When the south-west wind came
The air grew bright and sweet, as though a flame
Had cleansed the world of winter. The low sky
As the wind lifted it rose trembling vast and high,
And white clouds sallied by
As children in their pleasure go
Chasing the sun beneath the orchard's shadow and snow.
Nothing, nothing was the same!
Not the dull brick, not the stained London stone,
Not the delighted trees that lost their moan--
Their moan that daily vexed me with such pain
Until I hated to see trees again;
Nor man nor woman was the same
Nor could be stones again,
Such light and colour with the south-west came.
As I drank all that brightness up I saw
A dark globe lapt in fold on fold of gloom,
With all her hosts asleep in that cold tomb,
Sealed by an iron law.
And there amid the hills,
Locked in an icy hollow lay the bones
Of one that ghostly and enormous slept
Obscure 'neath wrinkled ice and bedded stones.
But as spring water the old dry channel fills,
Came the south-west wind filling all the air.
Then Time rose up, ghostly, enormous, stark,
With cold gray light in cold gray eyes, and dark
Dark clouds caught round him, feet to rigid chin.
The wind ran flushed and glorious in,
Godlike from hill to frozen hill-top stepp'd,
And swiftly upon that bony stature swept.

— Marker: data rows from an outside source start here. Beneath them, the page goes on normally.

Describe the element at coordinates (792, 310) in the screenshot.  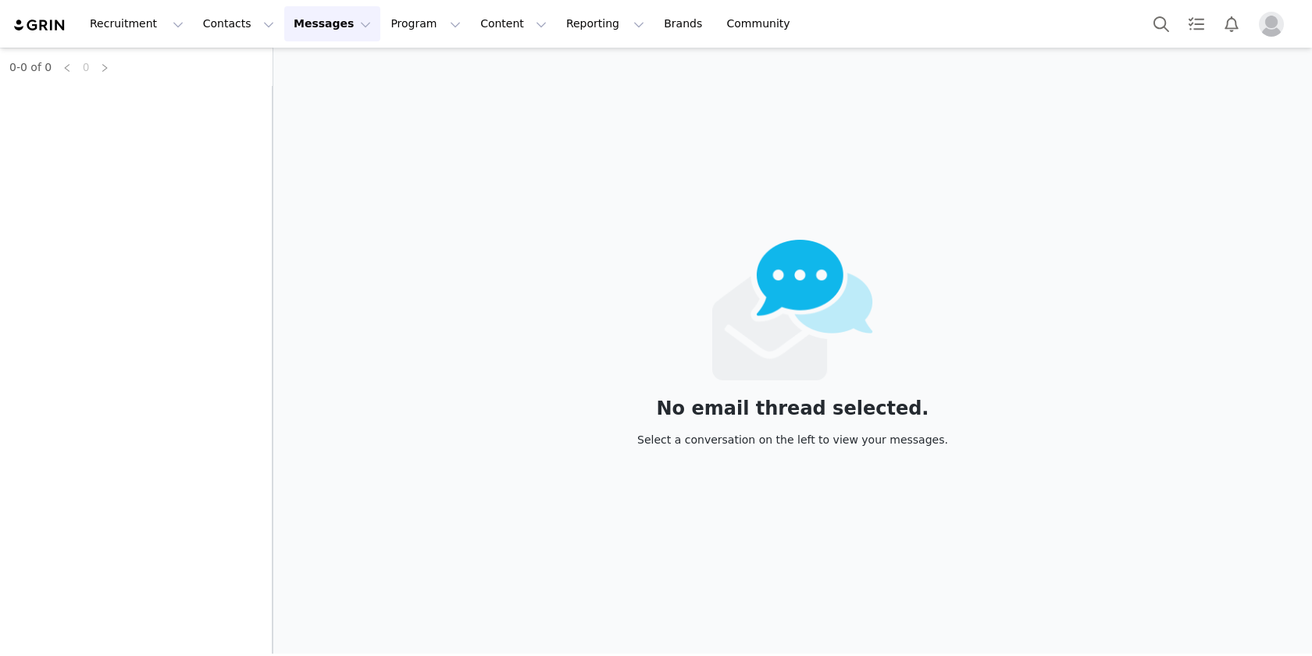
I see `img: emails-empty2x.png` at that location. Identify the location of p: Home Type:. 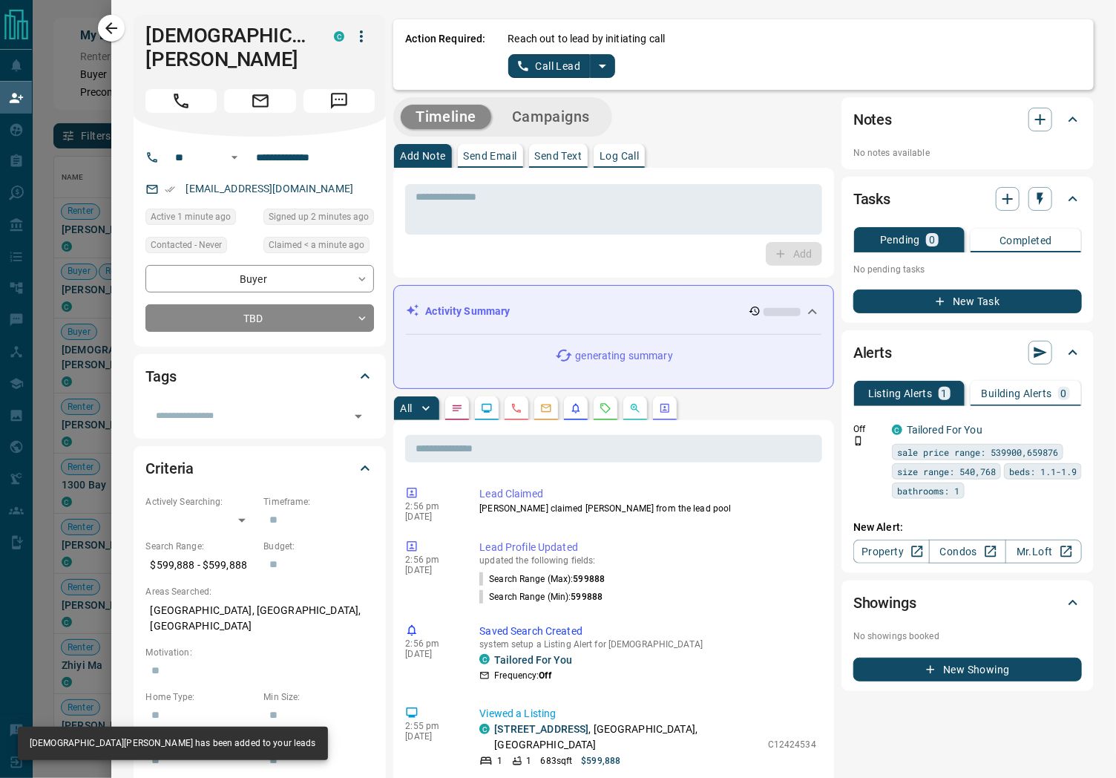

Then a long breath and then quick breaths I heard,
In those black caves of stillness music stirred,
Those icy heights were riven:
From crown to clearing hollow grass was green;
And godlike from flushed hill to hill-top leapt
Time, youthful, quick, serene,
Dew flashing from his limbs, light from his eyes
To the sheeny skies.
A lark's song climbed from earth and dropped from heaven,
Far off the tide clung to the shore
Now silent nevermore.
... Into what vision'd wonder was I swept,
Upon what unimaginable joyance had I leapt!